All the Single Ladies: What It's Like to Be Single

So what is being single like? It is a time when you assume that having a boyfriend would improve life. An assumption that every non-single person you know is probably doing something better than you. A time when you are envious of all the things you assume you would be doing if you had a boyfriend...

We endured the cold harshness of Valentine's day but now the mocking warmth of Wedding Season is upon us. And although we require no sympathy, people rarely ask what it is like to be single with the same eagerness they ask about relationships and marriage.

It is because they are either single, so pretty much know what it's like or they're in a relationship but think that being single is just like being with someone but without actually being with someone. Well, that's what I assume they assume because people rarely ask.

And this is not written from the view-point of being single as a choice, transitional period or whilst dating. No siree, because that part is often great: fun, freeing; a chance to rediscover yourself, no ties, no attachments, just you and the excited anticipation of the next love affair waiting around the corner. No, this is for the long-term singles for whom being single is a way of life. For those that have been single for a length of time that lends a year an 's'. A length of time that stops people asking 'why are you single?' because they do not believe (not even for a second) that it is not something about you that is the reason you are single.

So what is being single like?

It is a time when you assume that having a boyfriend would improve life. An assumption that every non-single person you know is probably doing something better than you. A time when you are envious of all the things you assume you would be doing if you had a boyfriend: picnics, cinema trips, holidays, hand holding - even arguing seems like a romantic thing to do.

It is a time in which the wedding dress you imagined yourself wearing in your twenties has morphed into a trouser suit because you envisage that by the time you get married, if ever, that's what will be more age-appropriate.

When you waste the best years of your life with nobody able to appreciate you; nobody telling you how amazing you are, how beautiful you look or how fat you aren't. On the one hand it's good because you have to be your own self-booster but on the other there is nobody saying, "my girlfriend is so great, self-confident, independent and generally amazing and beautiful and not fat." Because by the time you have found them, you may be back to being the dependent, insecure person you were all those years ago.

It is always having to do everything for yourself: catching spiders, driving yourself to places, going to shops, getting something from the fridge and passing yourself the remote. Then calling a friend to come round and pass you the remote just so you don't have to do it for yourself and on the way to open the front door, realising that you've in fact walked past said remote and could have passed it to yourself without the hassle of now having to entertain a friend - a female friend at that - for minutes on end.

Not having someone to appreciate how witty you are on a general day-to-day basis. It is a crime against humour for nobody to have heard all those funny things you think. I mean, your head knows how funny you are but it would be nice to have a conversation out loud with someone who is actually physically there appreciating it.

Conversation. Free conversation, without risk of brain tumours, with two people, in the same room, at the same time - that would also be quite nice; as would a male perspective on things from time to time.

Having to look at Facebook for 'something to do' and wanting to be one of those braggy people in a relationship doing relationshippy things like watching telly or taking photos together and making dinner for each other. Who use Facebook solely to remind others a few times a day that they're in a relationship in a really 'subtle' way (obviously).

When your friends' social circle increases because they are making friends with their partner's friends' girlfriends and your social circle decreases because your friends are out with their partner's friends' girlfriends.

Not having someone to blame. Do you realise how upsetting it is to break something/run out of something/forget something and know categorically that it was your fault?

A time when the suggestion of a ''girls night in'' is met with an internal thought of 'you mean that place where no men are going to be?'

That a good number of people you have known for a good number of years would 'not be able to imagine you with a boyfriend.'

When beer goggles improve the standard of man you'd usually go for these days.

Never having a birthday with an expectation of a present.

Wanting to be able to say 'my boyfriend' - that!

When you don't want to go out because it's only couples.

When you are not invited out because it's only couples.

When you don't want to go out because you don't want to return to an empty house.

When you don't want to stay in because you don't want to be in an empty house.

When your favourite films are your previous romantic encounters replayed in your head .

Always imagining that being in a relationship far outweighs being single!

Steadfastly refusing to accept anything less than what you have spent all this time waiting for.

Don't even get me started on sex.

But, in being single's defence, it sure beats being in the wrong, unhappy relationship hands down!

Disclaimer: All of the opinions expressed on the subject of being single are my own and do not represent the views of 'All the Single Ladies' unless explicitly stated (although they would probably agree with some of it).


■ What the exercise asks ■
Would you please return the lines of the material that contain the word "plot"?

■ Listed entries ■
##########

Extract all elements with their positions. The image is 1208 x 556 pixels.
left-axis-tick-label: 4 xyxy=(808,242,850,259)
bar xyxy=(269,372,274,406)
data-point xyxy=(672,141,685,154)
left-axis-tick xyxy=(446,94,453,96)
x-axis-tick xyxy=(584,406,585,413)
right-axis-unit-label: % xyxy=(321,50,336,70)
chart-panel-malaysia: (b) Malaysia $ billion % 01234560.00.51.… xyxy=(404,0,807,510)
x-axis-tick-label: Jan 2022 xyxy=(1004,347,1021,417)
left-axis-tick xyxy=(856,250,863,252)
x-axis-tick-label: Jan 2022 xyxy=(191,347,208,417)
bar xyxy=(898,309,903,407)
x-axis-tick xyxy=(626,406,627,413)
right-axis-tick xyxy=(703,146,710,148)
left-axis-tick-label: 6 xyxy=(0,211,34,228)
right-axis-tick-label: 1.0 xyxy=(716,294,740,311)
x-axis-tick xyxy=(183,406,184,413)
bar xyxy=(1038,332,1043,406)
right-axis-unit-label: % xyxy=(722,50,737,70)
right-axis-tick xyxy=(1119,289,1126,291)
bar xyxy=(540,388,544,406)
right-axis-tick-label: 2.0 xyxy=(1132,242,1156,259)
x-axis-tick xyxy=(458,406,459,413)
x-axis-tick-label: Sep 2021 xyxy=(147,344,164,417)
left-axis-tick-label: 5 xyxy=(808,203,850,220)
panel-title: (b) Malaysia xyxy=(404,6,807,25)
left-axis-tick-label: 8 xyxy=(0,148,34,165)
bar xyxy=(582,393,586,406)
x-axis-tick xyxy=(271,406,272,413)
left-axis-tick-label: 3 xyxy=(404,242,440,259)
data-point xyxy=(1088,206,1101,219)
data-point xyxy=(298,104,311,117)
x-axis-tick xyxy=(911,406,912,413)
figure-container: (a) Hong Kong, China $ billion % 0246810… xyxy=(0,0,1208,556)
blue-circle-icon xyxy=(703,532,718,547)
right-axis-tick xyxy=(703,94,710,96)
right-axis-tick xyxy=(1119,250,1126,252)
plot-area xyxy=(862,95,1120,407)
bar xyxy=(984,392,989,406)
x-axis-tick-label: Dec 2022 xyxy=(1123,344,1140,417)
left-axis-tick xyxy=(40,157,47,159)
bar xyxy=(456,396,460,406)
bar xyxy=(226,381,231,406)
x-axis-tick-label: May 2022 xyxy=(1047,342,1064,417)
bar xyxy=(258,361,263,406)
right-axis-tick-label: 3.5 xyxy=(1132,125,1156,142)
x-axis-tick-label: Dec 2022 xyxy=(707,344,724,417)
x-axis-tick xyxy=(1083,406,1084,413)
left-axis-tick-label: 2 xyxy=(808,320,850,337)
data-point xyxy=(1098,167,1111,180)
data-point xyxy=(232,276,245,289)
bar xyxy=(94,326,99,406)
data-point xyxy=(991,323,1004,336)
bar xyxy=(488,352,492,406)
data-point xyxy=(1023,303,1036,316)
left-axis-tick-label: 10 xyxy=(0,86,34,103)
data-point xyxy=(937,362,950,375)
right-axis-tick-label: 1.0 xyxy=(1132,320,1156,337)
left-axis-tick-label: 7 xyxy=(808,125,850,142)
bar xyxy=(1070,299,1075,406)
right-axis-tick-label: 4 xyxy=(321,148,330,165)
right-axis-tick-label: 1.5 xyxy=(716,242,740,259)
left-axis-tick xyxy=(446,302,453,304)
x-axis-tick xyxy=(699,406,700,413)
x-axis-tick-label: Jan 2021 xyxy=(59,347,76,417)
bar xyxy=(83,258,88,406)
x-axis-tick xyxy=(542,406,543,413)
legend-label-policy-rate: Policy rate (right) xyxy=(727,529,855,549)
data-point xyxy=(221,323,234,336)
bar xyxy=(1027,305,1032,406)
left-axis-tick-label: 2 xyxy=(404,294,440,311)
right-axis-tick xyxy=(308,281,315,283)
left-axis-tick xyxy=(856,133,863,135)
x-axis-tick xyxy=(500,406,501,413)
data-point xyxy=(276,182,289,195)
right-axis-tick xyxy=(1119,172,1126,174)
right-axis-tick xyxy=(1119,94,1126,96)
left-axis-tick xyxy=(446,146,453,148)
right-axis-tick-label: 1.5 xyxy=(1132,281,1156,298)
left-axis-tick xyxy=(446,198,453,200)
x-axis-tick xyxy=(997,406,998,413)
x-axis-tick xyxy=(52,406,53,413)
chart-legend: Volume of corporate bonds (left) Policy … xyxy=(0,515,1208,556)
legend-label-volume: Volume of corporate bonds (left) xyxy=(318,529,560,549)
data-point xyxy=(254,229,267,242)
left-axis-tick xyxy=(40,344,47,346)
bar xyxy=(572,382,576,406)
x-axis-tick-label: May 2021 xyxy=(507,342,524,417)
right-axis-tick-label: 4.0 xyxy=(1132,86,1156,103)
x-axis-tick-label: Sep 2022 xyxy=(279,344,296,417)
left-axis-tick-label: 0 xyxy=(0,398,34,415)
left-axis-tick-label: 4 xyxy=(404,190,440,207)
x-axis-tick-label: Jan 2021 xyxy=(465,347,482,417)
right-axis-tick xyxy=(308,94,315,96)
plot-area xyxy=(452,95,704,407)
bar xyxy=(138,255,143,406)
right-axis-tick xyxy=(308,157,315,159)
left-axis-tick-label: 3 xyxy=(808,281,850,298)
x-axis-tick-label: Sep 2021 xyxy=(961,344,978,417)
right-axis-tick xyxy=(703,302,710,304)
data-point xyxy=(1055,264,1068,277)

##########

■ Exercise answer ■
plot-area xyxy=(862,95,1120,407)
plot-area xyxy=(452,95,704,407)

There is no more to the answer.